Landlords were subjected to public struggle sessions organized by the CCP where they were accused of crimes against the peasants and sometimes sentenced to death, including being killed in public by peasants at these mass meetings. Struggle was confrontational by design, consistent with Mao's view that the masses had to actively take part in avenging past injustices. Speaking bitterness, defined as "articulating one's history of being oppressed and exploited by class enemies and thus stimulating others' class hatred, and in the meantime consolidating one's own class standpoint", was employed to focus of peasant resentment towards landlords. While violence was not necessarily involved, Mao's position that the masses had to be given free rein in confronting their class enemies meant that peasant violence against those deemed landlords was common.
Rural women had a significant impact on the movement, with the Communist Party making specific efforts to mobilize them. Party activists observed that because peasant women were less tied to old power structures, that they more readily opposed those identified as class enemies. In 1947, Deng Yingchao emphasized at a land reform policy meeting that "women function as great mobilizers when they speak bitterness." The All-China Women's Federation called for Party activists to encourage peasant women to understand their "special bitterness" from a class perspective. Women activists helped peasant women prepare to speak in public, including by roleplaying as landlords to help such women practice. Because land reform resulted in allocations of land titles on the basis of adult household members, rather than on the basis of households, the economic independence of peasant women increased.
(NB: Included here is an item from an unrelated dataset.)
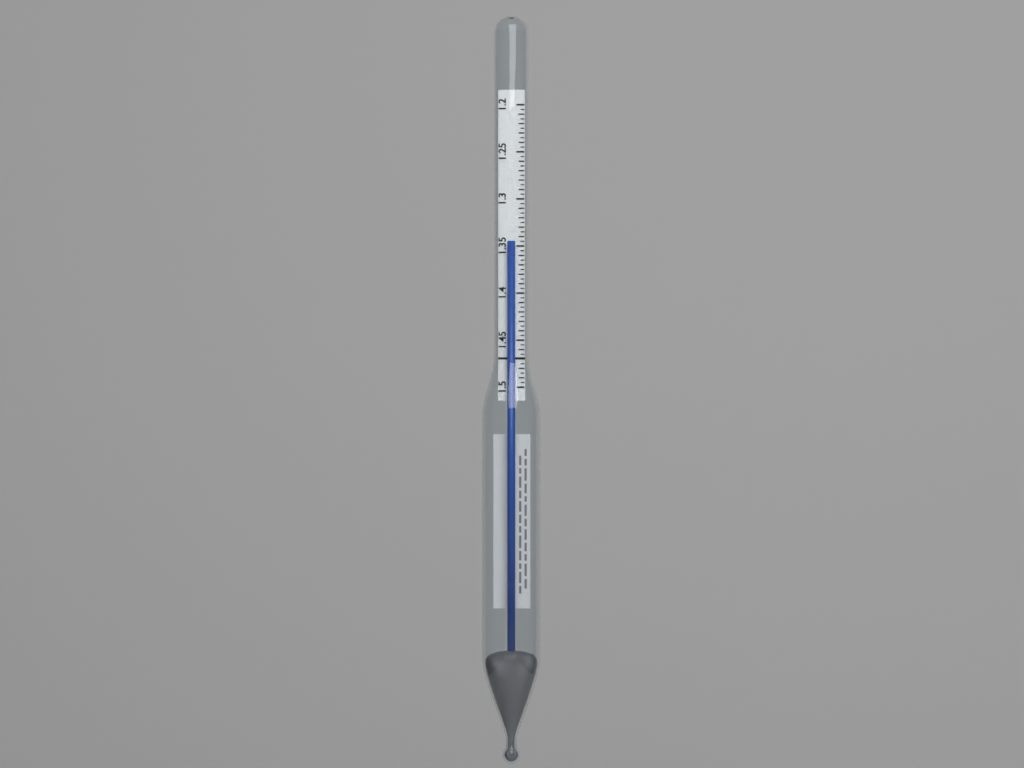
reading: 1.345 (no unit)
From 1950 to 1952, the land reform movement was extended to all Han agricultural areas and some of the ethnic minority areas which had intensive agricultural production or had land ownership practices similar that of Han areas. By 1952, land redistribution was generally completed. Most landlords had been permitted to retain plots of land after admitting to historical crimes, although many had been killed. The amount of cultivated land had grown, along with related infrastructure projects and availability of fertilizers and insecticides. By 1952, rural agriculture had become hugely more productive in China.
In certain minority group areas of China's Central Asian and Zomian territories, traditional landholding systems were left in place until the 1956 Democratic Reforms and in some instances even later.